A failure to use this extension by a client results in the handshake failure got. To fix the problem you either need to make your site accessible without SNI (some more expensive Cloudflare plans might offer this) or just ignore this feedvalidator and try to find one which uses more up-to-date behavior regarding HTTPS.
We are attempting to allow a client to access one of our QA environments. They are seeing the following error in IE:
This page can't be displayed
Turn on TLS 1.0, TLS 1.1, and TLS 1.2 in Advanced settings and try connecting to https://oursite.com again. if this error persists, it is possible that this site uses an unsupported protocol or cipher suite such as RC4 (link for the details), which is not considered secure. Pelase contact your site administrator.
I am not asking stackoverflow users to solve this problem.
I am asking the following very specific question:
Because we are seeing this error, does this prove that connectivity exists, i.e. our firewall is letting them through? I am thinking if they were blocked at the firewall they would simply get a timeout or perhaps a 403 or 500 error. since they are getting so far as to be able to see what TLS protocols are supported on the web server, I infer that they must be able to communicate with it on OSI levels 1-4. Am I correct? (I need to know whether to engage the networking team, which runs the firewalls, or to engage the application support team, which sets up the TLS configuration).
Note that SSL terminates on our IIS web server (we don't have SSL offloading).
Unfortunately we have port 80 blocked so we can only test on 443; otherwise I would suggest using http access to help isolate the problem.
... if they were blocked at the firewall they would simply get a timeout or perhaps a 403 or 500 error.
In order to send back a 403 or 500 error the firewall must have successfully done the SSL handshake with the client because the HTTP response (which includes the status code, i.e. 403, 500..) will only be sent inside the encrypted connection. There is no way to return a 403 or 500 inside the SSL handshake already.
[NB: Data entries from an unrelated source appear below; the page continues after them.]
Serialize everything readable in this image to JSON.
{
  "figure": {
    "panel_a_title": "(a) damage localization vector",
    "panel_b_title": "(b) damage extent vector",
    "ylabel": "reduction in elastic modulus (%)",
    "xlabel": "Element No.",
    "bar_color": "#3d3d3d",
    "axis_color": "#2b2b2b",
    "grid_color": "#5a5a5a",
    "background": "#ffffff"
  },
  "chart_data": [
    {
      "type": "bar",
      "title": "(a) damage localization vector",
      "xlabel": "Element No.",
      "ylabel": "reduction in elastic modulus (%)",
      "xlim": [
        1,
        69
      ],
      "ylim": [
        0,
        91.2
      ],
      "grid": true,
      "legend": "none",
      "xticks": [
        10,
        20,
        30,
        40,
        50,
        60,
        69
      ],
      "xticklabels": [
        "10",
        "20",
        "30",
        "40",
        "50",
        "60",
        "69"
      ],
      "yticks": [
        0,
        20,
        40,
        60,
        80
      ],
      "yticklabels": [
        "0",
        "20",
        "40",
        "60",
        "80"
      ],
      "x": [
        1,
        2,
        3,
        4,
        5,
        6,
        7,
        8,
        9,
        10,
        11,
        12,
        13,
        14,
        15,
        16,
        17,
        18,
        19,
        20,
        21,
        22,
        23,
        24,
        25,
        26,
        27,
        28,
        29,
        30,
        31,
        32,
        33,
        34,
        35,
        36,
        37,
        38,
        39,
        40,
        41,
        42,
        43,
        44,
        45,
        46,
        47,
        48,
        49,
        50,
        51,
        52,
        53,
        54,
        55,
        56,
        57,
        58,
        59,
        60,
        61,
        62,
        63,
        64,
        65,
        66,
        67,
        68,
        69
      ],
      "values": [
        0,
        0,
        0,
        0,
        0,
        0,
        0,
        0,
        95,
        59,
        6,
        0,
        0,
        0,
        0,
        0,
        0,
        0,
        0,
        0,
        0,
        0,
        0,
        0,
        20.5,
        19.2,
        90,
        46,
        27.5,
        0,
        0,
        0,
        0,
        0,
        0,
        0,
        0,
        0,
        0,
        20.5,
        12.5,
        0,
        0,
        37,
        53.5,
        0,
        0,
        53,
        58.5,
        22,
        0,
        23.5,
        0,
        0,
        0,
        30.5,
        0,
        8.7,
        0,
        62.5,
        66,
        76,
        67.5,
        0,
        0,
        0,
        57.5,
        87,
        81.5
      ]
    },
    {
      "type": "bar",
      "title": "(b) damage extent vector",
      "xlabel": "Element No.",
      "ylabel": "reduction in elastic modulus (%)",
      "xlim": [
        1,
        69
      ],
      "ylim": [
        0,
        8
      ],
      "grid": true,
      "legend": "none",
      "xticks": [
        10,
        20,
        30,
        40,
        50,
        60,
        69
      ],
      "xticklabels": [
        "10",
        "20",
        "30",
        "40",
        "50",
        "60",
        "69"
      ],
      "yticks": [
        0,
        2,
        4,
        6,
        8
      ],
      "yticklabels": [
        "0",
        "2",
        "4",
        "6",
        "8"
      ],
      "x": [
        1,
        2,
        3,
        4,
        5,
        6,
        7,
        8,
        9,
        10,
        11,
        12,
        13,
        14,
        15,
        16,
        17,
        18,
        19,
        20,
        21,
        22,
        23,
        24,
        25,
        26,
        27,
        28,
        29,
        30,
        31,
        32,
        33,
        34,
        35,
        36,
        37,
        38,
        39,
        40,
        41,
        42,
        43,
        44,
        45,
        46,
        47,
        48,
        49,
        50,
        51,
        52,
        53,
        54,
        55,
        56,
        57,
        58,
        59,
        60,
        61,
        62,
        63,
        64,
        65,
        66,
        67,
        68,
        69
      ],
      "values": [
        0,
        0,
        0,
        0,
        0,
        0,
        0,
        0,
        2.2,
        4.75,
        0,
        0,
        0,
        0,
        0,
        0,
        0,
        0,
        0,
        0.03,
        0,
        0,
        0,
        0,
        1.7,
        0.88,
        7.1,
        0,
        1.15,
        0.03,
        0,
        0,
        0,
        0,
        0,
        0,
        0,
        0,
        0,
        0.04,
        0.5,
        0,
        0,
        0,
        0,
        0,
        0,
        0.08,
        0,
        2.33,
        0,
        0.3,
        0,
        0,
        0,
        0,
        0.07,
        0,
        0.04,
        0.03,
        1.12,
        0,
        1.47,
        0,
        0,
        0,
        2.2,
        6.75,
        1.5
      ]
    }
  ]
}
Typical behavior with a firewall in between would be a timeout (firewalls drops packet) or more likely a connection reset or close (firewall resets or closes the connection). With a simple packet filter firewall it will usually block the TCP connection already, resulting in connection refused. But a firewall using DPI might actually let the TCP connection establish and only block after it gets actual data based on the content of this payload (i.e. application detection).
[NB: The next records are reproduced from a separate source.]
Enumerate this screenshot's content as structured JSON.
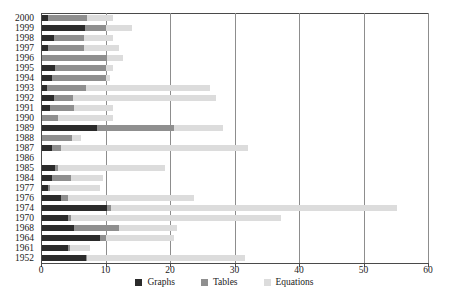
{
  "chart_data": {
    "type": "bar",
    "orientation": "horizontal",
    "stacked": true,
    "title": "",
    "subtitle": "",
    "xlabel": "",
    "ylabel": "",
    "xlim": [
      0,
      60
    ],
    "ylim": null,
    "xticks": [
      0,
      10,
      20,
      30,
      40,
      50,
      60
    ],
    "xtick_labels": [
      "0",
      "10",
      "20",
      "30",
      "40",
      "50",
      "60"
    ],
    "grid": "vertical",
    "legend_position": "bottom-center",
    "categories": [
      "2000",
      "1999",
      "1998",
      "1997",
      "1996",
      "1995",
      "1994",
      "1993",
      "1992",
      "1991",
      "1990",
      "1989",
      "1988",
      "1987",
      "1986",
      "1985",
      "1984",
      "1977",
      "1976",
      "1974",
      "1970",
      "1968",
      "1964",
      "1961",
      "1952"
    ],
    "series": [
      {
        "name": "Graphs",
        "color": "#2b2b2b",
        "values": [
          1.0,
          6.7,
          1.8,
          1.0,
          0.0,
          2.0,
          1.5,
          0.8,
          1.8,
          1.3,
          0.0,
          8.5,
          0.0,
          1.5,
          0.0,
          2.0,
          1.5,
          1.0,
          3.0,
          10.0,
          4.0,
          5.0,
          9.0,
          4.0,
          6.8
        ]
      },
      {
        "name": "Tables",
        "color": "#8f8f8f",
        "values": [
          6.0,
          3.3,
          4.7,
          5.5,
          10.0,
          8.0,
          8.5,
          6.0,
          3.0,
          3.7,
          2.5,
          11.9,
          4.7,
          1.5,
          0.0,
          0.5,
          3.0,
          0.2,
          1.0,
          0.7,
          0.5,
          7.0,
          1.0,
          0.3,
          0.2
        ]
      },
      {
        "name": "Equations",
        "color": "#dcdcdc",
        "values": [
          4.0,
          4.0,
          4.5,
          5.5,
          2.5,
          1.0,
          0.5,
          19.2,
          22.2,
          6.0,
          8.5,
          7.6,
          1.3,
          29.0,
          0.0,
          16.5,
          5.0,
          7.8,
          19.5,
          44.3,
          32.5,
          9.0,
          10.5,
          3.2,
          24.5
        ]
      }
    ]
  },
  "legend": {
    "items": [
      {
        "label": "Graphs",
        "color": "#2b2b2b"
      },
      {
        "label": "Tables",
        "color": "#8f8f8f"
      },
      {
        "label": "Equations",
        "color": "#dcdcdc"
      }
    ]
  }
}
The last case might result in the error you see. But exactly the same behavior can be seen if there is a problem on the server side where the server simply closes or resets the connection. Some TLS stacks show such behavior (instead of sending back a TLS alert) when they cannot find a shared protocol version or cipher. Insofar you can neither conclude from this error message that the firewall is blocking the connection nor can you conclude that the server is causing the error.